When your child wakes at night, have your partner or another caregiver go in first. A cuddle, a sip of water, or quiet shushing can replace the breast as a comfort tool. If your child’s night feeds are already short (under five minutes), you can try stopping them outright and using whatever settling technique works for your family. For longer feeds, gradually shorten each session by a minute or two over several nights until your child adjusts.
Changing the bedtime routine itself can also help. A sleepover at grandparents’ house, or having your partner take over the entire bedtime sequence for a few nights, breaks the old pattern and creates space for a new one.
Making Sure Your Toddler Gets Enough Nutrition
By age two, solid food should already be your child’s primary source of calories, so the nutritional gap from weaning is smaller than you might expect. The main nutrients to watch are calcium and vitamin D, which breast milk was helping provide.
The CDC recommends that children aged 12 to 23 months get 1⅔ to 2 cup equivalents of dairy per day. That can come from whole cow’s milk (pasteurized and vitamin D-fortified), yogurt, cheese, or fortified soy beverages. Among plant-based alternatives, only fortified soy milk meets the recommended dairy needs for toddlers. If you choose other plant milks like oat or almond, make sure they’re fortified with both calcium and vitamin D, and understand they aren’t nutritionally equivalent to cow’s milk or soy.
Offering meals and snacks at consistent times throughout the day helps your toddler’s calorie intake naturally increase as breast milk decreases. A variety of proteins, fruits, vegetables, and grains rounds out their diet.
Managing Your Own Comfort
Gradual weaning is the best way to avoid engorgement, because your body has time to scale back milk production as demand drops. If you do feel uncomfortably full between dropped sessions, express just enough milk by hand to relieve the pressure. Don’t fully empty your breasts, since that signals your body to keep producing.

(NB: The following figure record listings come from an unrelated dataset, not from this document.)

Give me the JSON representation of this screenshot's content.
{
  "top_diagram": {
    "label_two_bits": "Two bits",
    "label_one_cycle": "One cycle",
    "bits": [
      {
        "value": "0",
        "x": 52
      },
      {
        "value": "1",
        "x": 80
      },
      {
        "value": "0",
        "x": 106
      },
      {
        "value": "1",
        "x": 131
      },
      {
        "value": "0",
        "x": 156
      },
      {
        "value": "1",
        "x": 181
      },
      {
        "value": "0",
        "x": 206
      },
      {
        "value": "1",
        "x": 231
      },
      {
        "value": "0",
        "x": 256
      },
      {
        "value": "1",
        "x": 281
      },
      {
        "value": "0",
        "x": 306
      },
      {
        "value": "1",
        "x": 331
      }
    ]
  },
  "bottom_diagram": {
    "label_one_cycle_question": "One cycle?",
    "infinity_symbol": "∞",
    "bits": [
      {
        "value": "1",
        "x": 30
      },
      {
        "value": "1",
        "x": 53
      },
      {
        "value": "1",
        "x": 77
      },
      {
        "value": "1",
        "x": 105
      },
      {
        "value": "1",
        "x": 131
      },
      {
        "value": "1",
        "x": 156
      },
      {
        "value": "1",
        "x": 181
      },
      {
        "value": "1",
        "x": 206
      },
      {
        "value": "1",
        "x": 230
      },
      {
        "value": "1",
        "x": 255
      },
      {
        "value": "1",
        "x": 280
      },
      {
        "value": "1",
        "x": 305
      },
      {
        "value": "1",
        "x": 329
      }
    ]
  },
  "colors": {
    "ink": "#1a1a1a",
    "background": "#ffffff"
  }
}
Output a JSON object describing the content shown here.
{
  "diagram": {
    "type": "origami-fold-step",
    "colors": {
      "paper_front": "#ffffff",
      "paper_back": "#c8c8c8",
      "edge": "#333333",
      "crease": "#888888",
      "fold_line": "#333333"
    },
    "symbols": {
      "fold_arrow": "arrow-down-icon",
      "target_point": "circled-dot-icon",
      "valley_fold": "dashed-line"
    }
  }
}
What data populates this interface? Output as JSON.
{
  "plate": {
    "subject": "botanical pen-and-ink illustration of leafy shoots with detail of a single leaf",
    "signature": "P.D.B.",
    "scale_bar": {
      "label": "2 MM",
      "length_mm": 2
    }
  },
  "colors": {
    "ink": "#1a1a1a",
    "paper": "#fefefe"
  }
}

If engorgement happens despite a gradual approach, cool compresses or gel packs between feeds help reduce swelling. Over-the-counter pain relievers like ibuprofen or acetaminophen can help with discomfort. Some parents find that chilled cabbage leaves placed inside a bra ease swelling, though this should only be used until the pain subsides, as prolonged use can suppress your supply faster than intended.
Expect Some Emotional Ups and Downs
Weaning triggers hormonal shifts. Prolactin and oxytocin, the hormones your body produces during breastfeeding, drop as nursing decreases. These are both “feel-good” hormones, and their decline can leave you feeling unexpectedly sad, irritable, or anxious, even if you’re fully ready to stop. This is a real physiological response, not a sign that you’re making the wrong choice. For most parents, these feelings level out within a few weeks.

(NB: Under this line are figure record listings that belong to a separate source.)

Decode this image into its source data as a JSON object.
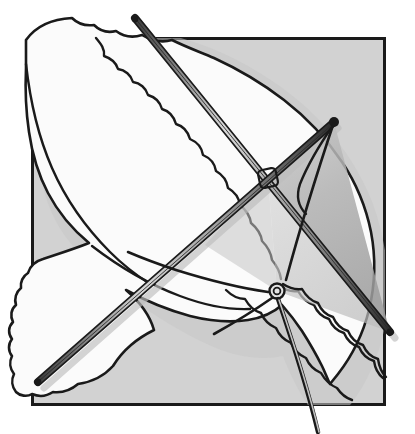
{
  "artwork": {
    "title": "Kite and bird line illustration",
    "medium": "pen-and-ink line art with flat gray tones",
    "canvas": {
      "width": 415,
      "height": 434,
      "background_color": "#ffffff"
    },
    "palette": {
      "ink": "#1a1a1a",
      "panel_gray": "#d2d2d2",
      "sail_gray": "#b4b4b4",
      "sail_gray_dark": "#a0a0a0",
      "bird_white": "#fbfbfb",
      "shadow_gray": "#c8c8c8",
      "paper_white": "#ffffff"
    },
    "elements": [
      {
        "name": "background-panel",
        "description": "Light gray square panel behind the subjects, outlined in black ink",
        "shape": "square",
        "color": "#d2d2d2",
        "bounds": {
          "x": 32,
          "y": 38,
          "width": 353,
          "height": 367
        }
      },
      {
        "name": "bird-silhouette",
        "description": "White gull-like bird in flight with outstretched wings and scalloped feather trailing edges, drawn over the gray panel and breaking past its left, top and bottom-right borders",
        "color": "#fbfbfb",
        "feature_count": 2,
        "features": [
          "upper-wing",
          "lower-wing",
          "body",
          "scalloped-feather-edges"
        ]
      },
      {
        "name": "kite",
        "description": "Diamond kite with two crossed wooden spars, a translucent gray sail, bridle lines and a flying line trailing off the bottom of the panel",
        "sail_color": "#b4b4b4",
        "spar_count": 2,
        "spars": [
          {
            "name": "spar-upper-left-to-lower-right",
            "from": [
              135,
              18
            ],
            "to": [
              390,
              332
            ]
          },
          {
            "name": "spar-upper-right-to-lower-left",
            "from": [
              334,
              122
            ],
            "to": [
              38,
              382
            ]
          }
        ],
        "cross_point": [
          268,
          178
        ],
        "bridle_knot": [
          277,
          291
        ],
        "flying_line_exit": [
          318,
          432
        ]
      }
    ]
  }
}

Your toddler may also go through a clingy phase or have more tantrums during the transition. Extra cuddles, skin-to-skin contact, and one-on-one time help fill the emotional gap that nursing leaves behind. The physical closeness doesn’t have to end just because breastfeeding does.
How Long the Whole Process Takes
There’s no fixed schedule. Some families complete weaning in two to three weeks, while others take several months. The slower you go, the easier it tends to be on both your body and your child’s emotions. Waiting at least a few days between dropping each session gives everyone time to adjust before the next change.
If your child resists strongly, it’s fine to pause and try again in a week or two. Weaning doesn’t have to be linear. A toddler who is sick, teething, or going through a big life change (like starting daycare) may need to hold onto nursing a bit longer for comfort. Flexibility makes the process less stressful for everyone, and a brief pause won’t undo the progress you’ve already made.